The benchmark 10-year U.S. Treasury yield halted a three- day increase as the nation prepared to sell $32 billion of three-year notes today. Two-year yields were down less than one basis point at 0.318 percent.

Retail sales in the U.S. increased 1.1 percent in February, the most in five months, according to the median estimate of economists in a Bloomberg News survey before Commerce Department figures due tomorrow. Data on March 9 showed nonfarm payrolls increased by 227,000 in February after rising by a revised 284,000 the prior month. The unemployment rate held at a three- year low of 8.3 percent.

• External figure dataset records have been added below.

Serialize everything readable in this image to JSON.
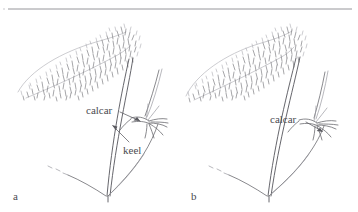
{
  "figure": {
    "kind": "botanical-line-drawing",
    "background_color": "#ffffff",
    "ink_color": "#6b6b70",
    "top_rule": {
      "name": "horizontal-rule",
      "x1": 8,
      "y1": 9,
      "x2": 352,
      "y2": 9,
      "color": "#8a8a90"
    },
    "panels": [
      {
        "id": "a",
        "label": "a",
        "label_x": 13,
        "label_y": 191,
        "annotations": [
          {
            "id": "calcar-a",
            "text": "calcar",
            "x": 86,
            "y": 105,
            "leader_from": [
              120,
              112
            ],
            "leader_to": [
              140,
              121
            ],
            "points_to": "spur"
          },
          {
            "id": "keel-a",
            "text": "keel",
            "x": 123,
            "y": 145,
            "leader_from": [
              128,
              143
            ],
            "leader_to": [
              112,
              126
            ],
            "points_to": "keel-ridge"
          }
        ]
      },
      {
        "id": "b",
        "label": "b",
        "label_x": 191,
        "label_y": 191,
        "annotations": [
          {
            "id": "calcar-b",
            "text": "calcar",
            "x": 270,
            "y": 114,
            "leader_from": [
              305,
              121
            ],
            "leader_to": [
              320,
              130
            ],
            "points_to": "spur"
          }
        ]
      }
    ]
  },
  "colors": {
    "ink": "#6b6b70",
    "ink_dark": "#55555b",
    "ink_faint": "#9a9aa0",
    "rule": "#8a8a90",
    "text": "#4a4a50",
    "background": "#ffffff"
  }
}
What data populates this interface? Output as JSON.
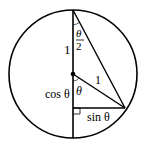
{
  "diagram": {
    "labels": {
      "upper_radius": "1",
      "half_angle_num": "θ",
      "half_angle_den": "2",
      "radius_label": "1",
      "cos_label": "cos θ",
      "angle_label": "θ",
      "sin_label": "sin θ"
    },
    "colors": {
      "stroke": "#000000",
      "background": "#ffffff"
    }
  }
}
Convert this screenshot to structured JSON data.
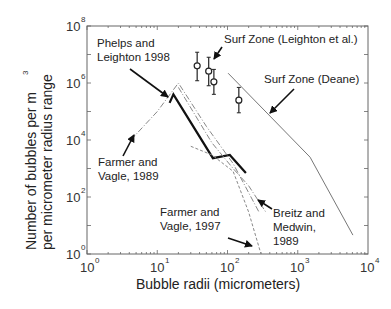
{
  "chart_data": {
    "type": "line",
    "title": "",
    "xlabel": "Bubble radii (micrometers)",
    "ylabel_line1": "Number of bubbles per m",
    "ylabel_sup": "3",
    "ylabel_line2": "per micrometer radius range",
    "xscale": "log",
    "yscale": "log",
    "xlim": [
      1,
      10000
    ],
    "ylim": [
      1,
      100000000
    ],
    "grid": false,
    "legend": "none (inline annotations with arrows)",
    "x_ticks": [
      {
        "base": "10",
        "exp": "0"
      },
      {
        "base": "10",
        "exp": "1"
      },
      {
        "base": "10",
        "exp": "2"
      },
      {
        "base": "10",
        "exp": "3"
      },
      {
        "base": "10",
        "exp": "4"
      }
    ],
    "y_ticks": [
      {
        "base": "10",
        "exp": "0"
      },
      {
        "base": "10",
        "exp": "2"
      },
      {
        "base": "10",
        "exp": "4"
      },
      {
        "base": "10",
        "exp": "6"
      },
      {
        "base": "10",
        "exp": "8"
      }
    ],
    "series": [
      {
        "name": "Phelps and Leighton 1998",
        "style": "thick solid black",
        "points": [
          [
            15,
            200000
          ],
          [
            17,
            400000
          ],
          [
            62,
            2300
          ],
          [
            108,
            3000
          ],
          [
            183,
            700
          ]
        ]
      },
      {
        "name": "Surf Zone (Deane)",
        "style": "thin solid gray",
        "points": [
          [
            102,
            2200000
          ],
          [
            1500,
            2500
          ],
          [
            6100,
            4.6
          ]
        ]
      },
      {
        "name": "Surf Zone (Leighton et al.)",
        "style": "circle markers with error bars",
        "points": [
          [
            37,
            4000000
          ],
          [
            54,
            2600000
          ],
          [
            64,
            1100000
          ],
          [
            145,
            250000
          ]
        ],
        "error_low": [
          1200000,
          800000,
          400000,
          90000
        ],
        "error_high": [
          12000000,
          8000000,
          3000000,
          700000
        ]
      },
      {
        "name": "Farmer and Vagle, 1989",
        "style": "dash-dot gray",
        "points": [
          [
            4.2,
            10000
          ],
          [
            10,
            100000
          ],
          [
            20,
            1000000
          ],
          [
            50,
            30000
          ],
          [
            120,
            1500
          ],
          [
            280,
            30
          ]
        ]
      },
      {
        "name": "Farmer and Vagle, 1997",
        "style": "dashed gray",
        "points": [
          [
            30,
            6000
          ],
          [
            60,
            3000
          ],
          [
            120,
            800
          ],
          [
            200,
            30
          ],
          [
            300,
            1
          ]
        ]
      },
      {
        "name": "Breitz and Medwin, 1989",
        "style": "dash-dot gray",
        "points": [
          [
            20,
            700000
          ],
          [
            60,
            8000
          ],
          [
            120,
            1000
          ],
          [
            200,
            250
          ],
          [
            350,
            30
          ]
        ]
      }
    ],
    "annotations": [
      {
        "text_lines": [
          "Phelps and",
          "Leighton 1998"
        ],
        "arrow_to": [
          17,
          400000
        ]
      },
      {
        "text_lines": [
          "Surf Zone (Leighton et al.)"
        ],
        "arrow_to": [
          54,
          2600000
        ]
      },
      {
        "text_lines": [
          "Surf Zone (Deane)"
        ],
        "arrow_to": [
          250,
          200000
        ]
      },
      {
        "text_lines": [
          "Farmer and",
          "Vagle, 1989"
        ],
        "arrow_to": [
          4.2,
          10000
        ]
      },
      {
        "text_lines": [
          "Farmer and",
          "Vagle, 1997"
        ],
        "arrow_to": [
          270,
          1.5
        ]
      },
      {
        "text_lines": [
          "Breitz and",
          "Medwin,",
          "1989"
        ],
        "arrow_to": [
          350,
          300
        ]
      }
    ]
  },
  "labels": {
    "xlabel": "Bubble radii (micrometers)",
    "ylabel_line1": "Number of bubbles per m",
    "ylabel_sup": "3",
    "ylabel_line2": "per micrometer radius range",
    "ann_phelps_1": "Phelps and",
    "ann_phelps_2": "Leighton 1998",
    "ann_leighton": "Surf Zone (Leighton et al.)",
    "ann_deane": "Surf Zone (Deane)",
    "ann_fv89_1": "Farmer and",
    "ann_fv89_2": "Vagle, 1989",
    "ann_fv97_1": "Farmer and",
    "ann_fv97_2": "Vagle, 1997",
    "ann_bm_1": "Breitz and",
    "ann_bm_2": "Medwin,",
    "ann_bm_3": "1989"
  }
}
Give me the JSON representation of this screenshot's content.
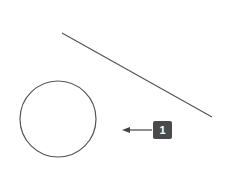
{
  "diagram": {
    "line": {
      "x1": 62,
      "y1": 33,
      "x2": 212,
      "y2": 117,
      "color": "#555555"
    },
    "circle": {
      "cx": 58,
      "cy": 119,
      "r": 38,
      "color": "#555555"
    },
    "arrow": {
      "x1": 152,
      "y1": 130,
      "x2": 123,
      "y2": 130,
      "direction": "left",
      "color": "#444444"
    },
    "callout": {
      "label": "1",
      "color": "#4a4a4a"
    }
  }
}
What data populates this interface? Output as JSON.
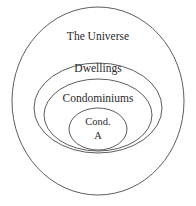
{
  "diagram": {
    "kind": "euler-nested-sets",
    "background_color": "#ffffff",
    "stroke_color": "#4a4a4a",
    "text_color": "#2b2b2b",
    "sets": [
      {
        "id": "universe",
        "label": "The Universe",
        "shape": "circle",
        "level": 0
      },
      {
        "id": "dwellings",
        "label": "Dwellings",
        "shape": "ellipse",
        "level": 1
      },
      {
        "id": "condominiums",
        "label": "Condominiums",
        "shape": "ellipse",
        "level": 2
      },
      {
        "id": "cond-a",
        "label_line1": "Cond.",
        "label_line2": "A",
        "shape": "ellipse",
        "level": 3
      }
    ]
  }
}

Among European stocks, Temenos Group AG dropped 5.3 percent after the company terminated merger talks with Misys Plc. Banca Monte dei Paschi di Siena SpA sank 5.1 percent after its biggest investor reached an agreement with banks that hold part of its stake as collateral on a loan. Mining companies and banks fell more than 1.3 percent for the largest declines of the 19 industries in the Stoxx Europe 600 Index (SXXP) .

The cost of insuring European sovereign bonds rose for a second day, with the Markit iTraxx SovX Western Europe Index of credit-default swaps on 15 governments climbing four basis points to an eight-week high of 355.5.

The MSCI Emerging Markets Index lost 0.9 percent as stocks in Argentina, the Czech Republic and Taiwan led declines that overshadowed gains in Indian shares after policy makers unexpectedly cut reserve requirements for lenders. The BSE India Sensitive Index, or Sensex, gained 0.5 percent after the central bank on March 9 reduced the amount of deposits lenders need to set aside as reserves to ease a cash squeeze in the banking system.

- Rob Verdonck in London and Debarati Roy in New York at Bloomberg.